(Reuters) - British subprime lender Provident Financial Plc (>> Provident Financial) set out a recovery plan for its home credit business, which is set to post a 2017 loss of up to 120 million pounds as it grapples with a staff shortage.

Provident's shares jumped 18.5 percent on Friday after it said it would move from two UK home credit divisions to four units, employing more regional managers and at least 300 part-time staff who used to work as self-employed agents.

This would help "re-establish relationships with customers (and) stabilise the operation of the business", it said.

Provident has run into trouble after trying to reorganise its door-to-door lending business by ending its model of using self-employed agents as debt collectors and replacing them with directly employed staff.

The company, which gives loans to people who do not meet lending criteria of mainstream banks, has been unable to recruit 2,500 employees to replace its 5,000 agents, leading to uncollected debt, a sales slump and the departure of its chief executive.

The company's shares, which have slumped over 70 percent since its June warning, were top London midcap gainers on Friday. (http://bit.ly/2y9eOmJ)

"Things aren't getting any worse at Provident.. The share price showing some relief...is natural, but there's still a long rocky road ahead," Hargreaves Lansdown senior analyst Laith Khalaf said.

The company did provide an outlook for the group's performance as a whole in the year, beyond confirming a loss of 80-120 million pounds for the home credit business.

Analysts expect pretax profit of 130.6 million pounds in 2017, according to Thomson Reuters I/B/E/S. Provident reported pretax profit of 343.9 million pounds in 2016.

CHALLENGES AHEAD

The home credit unit's collections performance - which measures the percentage of due loan payments it recoups - in September was 65 percent, up from 57 percent in August. Liberum analyst Portia Patel said that performance was at the bottom of the 65-75 percent range they had forecast.

"Can they recover the business to where it was? Most definitely not... The fact is good agents have gone to competitors and they've taken the good customers with them," Patel told Reuters ahead of results.

Provident faces a host of other challenges to recover beyond filling staff gaps: The group is seeking a new CEO, its banking unit is facing a probe by Britain's financial watchdog and its credit rating is on the bring of being downgraded to junk, analysts say.

That's despite the UK subprime market as a whole performing relatively well, with Provident's rivals benefiting from its problems.

Morses Club (>> Morses Club PLC) has forecast a jump in profits and customer numbers after recruiting dozens of Provident agents, while Non-Standard Finance (>> Non-Standard Finance PLC) told Reuters that the lender had taken on about 438 agents and about 80 managers from Provident.

"The home credit market has... worked in the same way for hundreds of years, and then Provident have come along and broken that model," Peel Hunt analyst Stuart Duncan said ahead of the update.

"The sector has been thrown up in the air and the largest participant in that market is shedding market share to some of the others are taking full advantage of their self-inflicted wounds."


## [Try it]
If a record contains a picture, skip the picture and transcribe the rest exactly.

## [Data for the task]
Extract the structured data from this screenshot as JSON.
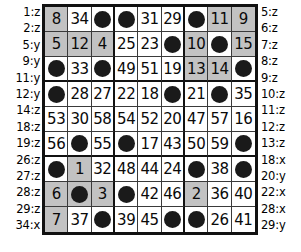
{
  "puzzle": {
    "type": "number-grid-puzzle",
    "grid_size": 9,
    "block_size": 3,
    "colors": {
      "shaded_cell": "#c2c2c2",
      "empty_cell": "#ffffff",
      "dot": "#1a1a1a",
      "grid_line": "#3a3a3a",
      "block_line": "#111111",
      "text": "#0a0a0a"
    },
    "left_labels": [
      "1:z",
      "2:z",
      "5:y",
      "9:y",
      "11:y",
      "12:y",
      "14:z",
      "18:z",
      "19:z",
      "26:z",
      "27:z",
      "28:z",
      "29:z",
      "34:x"
    ],
    "right_labels": [
      "5:z",
      "6:z",
      "7:z",
      "8:z",
      "9:z",
      "10:z",
      "11:z",
      "12:z",
      "13:z",
      "18:x",
      "20:y",
      "22:x",
      "28:x",
      "29:y"
    ],
    "rows": [
      [
        {
          "value": "8",
          "shaded": true,
          "dot": false
        },
        {
          "value": "34",
          "shaded": false,
          "dot": false
        },
        {
          "value": "",
          "shaded": false,
          "dot": true
        },
        {
          "value": "",
          "shaded": false,
          "dot": true
        },
        {
          "value": "31",
          "shaded": false,
          "dot": false
        },
        {
          "value": "29",
          "shaded": false,
          "dot": false
        },
        {
          "value": "",
          "shaded": false,
          "dot": true
        },
        {
          "value": "11",
          "shaded": true,
          "dot": false
        },
        {
          "value": "9",
          "shaded": true,
          "dot": false
        }
      ],
      [
        {
          "value": "5",
          "shaded": true,
          "dot": false
        },
        {
          "value": "12",
          "shaded": true,
          "dot": false
        },
        {
          "value": "4",
          "shaded": true,
          "dot": false
        },
        {
          "value": "25",
          "shaded": false,
          "dot": false
        },
        {
          "value": "23",
          "shaded": false,
          "dot": false
        },
        {
          "value": "",
          "shaded": false,
          "dot": true
        },
        {
          "value": "10",
          "shaded": true,
          "dot": false
        },
        {
          "value": "",
          "shaded": false,
          "dot": true
        },
        {
          "value": "15",
          "shaded": true,
          "dot": false
        }
      ],
      [
        {
          "value": "",
          "shaded": false,
          "dot": true
        },
        {
          "value": "33",
          "shaded": false,
          "dot": false
        },
        {
          "value": "",
          "shaded": false,
          "dot": true
        },
        {
          "value": "49",
          "shaded": false,
          "dot": false
        },
        {
          "value": "51",
          "shaded": false,
          "dot": false
        },
        {
          "value": "19",
          "shaded": false,
          "dot": false
        },
        {
          "value": "13",
          "shaded": true,
          "dot": false
        },
        {
          "value": "14",
          "shaded": true,
          "dot": false
        },
        {
          "value": "",
          "shaded": false,
          "dot": true
        }
      ],
      [
        {
          "value": "",
          "shaded": false,
          "dot": true
        },
        {
          "value": "28",
          "shaded": false,
          "dot": false
        },
        {
          "value": "27",
          "shaded": false,
          "dot": false
        },
        {
          "value": "22",
          "shaded": false,
          "dot": false
        },
        {
          "value": "18",
          "shaded": false,
          "dot": false
        },
        {
          "value": "",
          "shaded": false,
          "dot": true
        },
        {
          "value": "21",
          "shaded": false,
          "dot": false
        },
        {
          "value": "",
          "shaded": false,
          "dot": true
        },
        {
          "value": "35",
          "shaded": false,
          "dot": false
        }
      ],
      [
        {
          "value": "53",
          "shaded": false,
          "dot": false
        },
        {
          "value": "30",
          "shaded": false,
          "dot": false
        },
        {
          "value": "58",
          "shaded": false,
          "dot": false
        },
        {
          "value": "54",
          "shaded": false,
          "dot": false
        },
        {
          "value": "52",
          "shaded": false,
          "dot": false
        },
        {
          "value": "20",
          "shaded": false,
          "dot": false
        },
        {
          "value": "47",
          "shaded": false,
          "dot": false
        },
        {
          "value": "57",
          "shaded": false,
          "dot": false
        },
        {
          "value": "16",
          "shaded": false,
          "dot": false
        }
      ],
      [
        {
          "value": "56",
          "shaded": false,
          "dot": false
        },
        {
          "value": "",
          "shaded": false,
          "dot": true
        },
        {
          "value": "55",
          "shaded": false,
          "dot": false
        },
        {
          "value": "",
          "shaded": false,
          "dot": true
        },
        {
          "value": "17",
          "shaded": false,
          "dot": false
        },
        {
          "value": "43",
          "shaded": false,
          "dot": false
        },
        {
          "value": "50",
          "shaded": false,
          "dot": false
        },
        {
          "value": "59",
          "shaded": false,
          "dot": false
        },
        {
          "value": "",
          "shaded": false,
          "dot": true
        }
      ],
      [
        {
          "value": "",
          "shaded": false,
          "dot": true
        },
        {
          "value": "1",
          "shaded": true,
          "dot": false
        },
        {
          "value": "32",
          "shaded": false,
          "dot": false
        },
        {
          "value": "48",
          "shaded": false,
          "dot": false
        },
        {
          "value": "44",
          "shaded": false,
          "dot": false
        },
        {
          "value": "24",
          "shaded": false,
          "dot": false
        },
        {
          "value": "",
          "shaded": false,
          "dot": true
        },
        {
          "value": "38",
          "shaded": false,
          "dot": false
        },
        {
          "value": "",
          "shaded": false,
          "dot": true
        }
      ],
      [
        {
          "value": "6",
          "shaded": true,
          "dot": false
        },
        {
          "value": "",
          "shaded": true,
          "dot": true
        },
        {
          "value": "3",
          "shaded": true,
          "dot": false
        },
        {
          "value": "",
          "shaded": false,
          "dot": true
        },
        {
          "value": "42",
          "shaded": false,
          "dot": false
        },
        {
          "value": "46",
          "shaded": false,
          "dot": false
        },
        {
          "value": "2",
          "shaded": true,
          "dot": false
        },
        {
          "value": "36",
          "shaded": false,
          "dot": false
        },
        {
          "value": "40",
          "shaded": false,
          "dot": false
        }
      ],
      [
        {
          "value": "7",
          "shaded": true,
          "dot": false
        },
        {
          "value": "37",
          "shaded": false,
          "dot": false
        },
        {
          "value": "",
          "shaded": false,
          "dot": true
        },
        {
          "value": "39",
          "shaded": false,
          "dot": false
        },
        {
          "value": "45",
          "shaded": false,
          "dot": false
        },
        {
          "value": "",
          "shaded": false,
          "dot": true
        },
        {
          "value": "",
          "shaded": false,
          "dot": true
        },
        {
          "value": "26",
          "shaded": false,
          "dot": false
        },
        {
          "value": "41",
          "shaded": false,
          "dot": false
        }
      ]
    ]
  }
}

## [Solution]
Extract the structured data from this screenshot as JSON.
{
  "puzzle": {
    "type": "number-grid-puzzle",
    "grid_size": 9,
    "block_size": 3,
    "colors": {
      "shaded_cell": "#c2c2c2",
      "empty_cell": "#ffffff",
      "dot": "#1a1a1a",
      "grid_line": "#3a3a3a",
      "block_line": "#111111",
      "text": "#0a0a0a"
    },
    "left_labels": [
      "1:z",
      "2:z",
      "5:y",
      "9:y",
      "11:y",
      "12:y",
      "14:z",
      "18:z",
      "19:z",
      "26:z",
      "27:z",
      "28:z",
      "29:z",
      "34:x"
    ],
    "right_labels": [
      "5:z",
      "6:z",
      "7:z",
      "8:z",
      "9:z",
      "10:z",
      "11:z",
      "12:z",
      "13:z",
      "18:x",
      "20:y",
      "22:x",
      "28:x",
      "29:y"
    ],
    "rows": [
      [
        {
          "value": "8",
          "shaded": true,
          "dot": false
        },
        {
          "value": "34",
          "shaded": false,
          "dot": false
        },
        {
          "value": "",
          "shaded": false,
          "dot": true
        },
        {
          "value": "",
          "shaded": false,
          "dot": true
        },
        {
          "value": "31",
          "shaded": false,
          "dot": false
        },
        {
          "value": "29",
          "shaded": false,
          "dot": false
        },
        {
          "value": "",
          "shaded": false,
          "dot": true
        },
        {
          "value": "11",
          "shaded": true,
          "dot": false
        },
        {
          "value": "9",
          "shaded": true,
          "dot": false
        }
      ],
      [
        {
          "value": "5",
          "shaded": true,
          "dot": false
        },
        {
          "value": "12",
          "shaded": true,
          "dot": false
        },
        {
          "value": "4",
          "shaded": true,
          "dot": false
        },
        {
          "value": "25",
          "shaded": false,
          "dot": false
        },
        {
          "value": "23",
          "shaded": false,
          "dot": false
        },
        {
          "value": "",
          "shaded": false,
          "dot": true
        },
        {
          "value": "10",
          "shaded": true,
          "dot": false
        },
        {
          "value": "",
          "shaded": false,
          "dot": true
        },
        {
          "value": "15",
          "shaded": true,
          "dot": false
        }
      ],
      [
        {
          "value": "",
          "shaded": false,
          "dot": true
        },
        {
          "value": "33",
          "shaded": false,
          "dot": false
        },
        {
          "value": "",
          "shaded": false,
          "dot": true
        },
        {
          "value": "49",
          "shaded": false,
          "dot": false
        },
        {
          "value": "51",
          "shaded": false,
          "dot": false
        },
        {
          "value": "19",
          "shaded": false,
          "dot": false
        },
        {
          "value": "13",
          "shaded": true,
          "dot": false
        },
        {
          "value": "14",
          "shaded": true,
          "dot": false
        },
        {
          "value": "",
          "shaded": false,
          "dot": true
        }
      ],
      [
        {
          "value": "",
          "shaded": false,
          "dot": true
        },
        {
          "value": "28",
          "shaded": false,
          "dot": false
        },
        {
          "value": "27",
          "shaded": false,
          "dot": false
        },
        {
          "value": "22",
          "shaded": false,
          "dot": false
        },
        {
          "value": "18",
          "shaded": false,
          "dot": false
        },
        {
          "value": "",
          "shaded": false,
          "dot": true
        },
        {
          "value": "21",
          "shaded": false,
          "dot": false
        },
        {
          "value": "",
          "shaded": false,
          "dot": true
        },
        {
          "value": "35",
          "shaded": false,
          "dot": false
        }
      ],
      [
        {
          "value": "53",
          "shaded": false,
          "dot": false
        },
        {
          "value": "30",
          "shaded": false,
          "dot": false
        },
        {
          "value": "58",
          "shaded": false,
          "dot": false
        },
        {
          "value": "54",
          "shaded": false,
          "dot": false
        },
        {
          "value": "52",
          "shaded": false,
          "dot": false
        },
        {
          "value": "20",
          "shaded": false,
          "dot": false
        },
        {
          "value": "47",
          "shaded": false,
          "dot": false
        },
        {
          "value": "57",
          "shaded": false,
          "dot": false
        },
        {
          "value": "16",
          "shaded": false,
          "dot": false
        }
      ],
      [
        {
          "value": "56",
          "shaded": false,
          "dot": false
        },
        {
          "value": "",
          "shaded": false,
          "dot": true
        },
        {
          "value": "55",
          "shaded": false,
          "dot": false
        },
        {
          "value": "",
          "shaded": false,
          "dot": true
        },
        {
          "value": "17",
          "shaded": false,
          "dot": false
        },
        {
          "value": "43",
          "shaded": false,
          "dot": false
        },
        {
          "value": "50",
          "shaded": false,
          "dot": false
        },
        {
          "value": "59",
          "shaded": false,
          "dot": false
        },
        {
          "value": "",
          "shaded": false,
          "dot": true
        }
      ],
      [
        {
          "value": "",
          "shaded": false,
          "dot": true
        },
        {
          "value": "1",
          "shaded": true,
          "dot": false
        },
        {
          "value": "32",
          "shaded": false,
          "dot": false
        },
        {
          "value": "48",
          "shaded": false,
          "dot": false
        },
        {
          "value": "44",
          "shaded": false,
          "dot": false
        },
        {
          "value": "24",
          "shaded": false,
          "dot": false
        },
        {
          "value": "",
          "shaded": false,
          "dot": true
        },
        {
          "value": "38",
          "shaded": false,
          "dot": false
        },
        {
          "value": "",
          "shaded": false,
          "dot": true
        }
      ],
      [
        {
          "value": "6",
          "shaded": true,
          "dot": false
        },
        {
          "value": "",
          "shaded": true,
          "dot": true
        },
        {
          "value": "3",
          "shaded": true,
          "dot": false
        },
        {
          "value": "",
          "shaded": false,
          "dot": true
        },
        {
          "value": "42",
          "shaded": false,
          "dot": false
        },
        {
          "value": "46",
          "shaded": false,
          "dot": false
        },
        {
          "value": "2",
          "shaded": true,
          "dot": false
        },
        {
          "value": "36",
          "shaded": false,
          "dot": false
        },
        {
          "value": "40",
          "shaded": false,
          "dot": false
        }
      ],
      [
        {
          "value": "7",
          "shaded": true,
          "dot": false
        },
        {
          "value": "37",
          "shaded": false,
          "dot": false
        },
        {
          "value": "",
          "shaded": false,
          "dot": true
        },
        {
          "value": "39",
          "shaded": false,
          "dot": false
        },
        {
          "value": "45",
          "shaded": false,
          "dot": false
        },
        {
          "value": "",
          "shaded": false,
          "dot": true
        },
        {
          "value": "",
          "shaded": false,
          "dot": true
        },
        {
          "value": "26",
          "shaded": false,
          "dot": false
        },
        {
          "value": "41",
          "shaded": false,
          "dot": false
        }
      ]
    ]
  }
}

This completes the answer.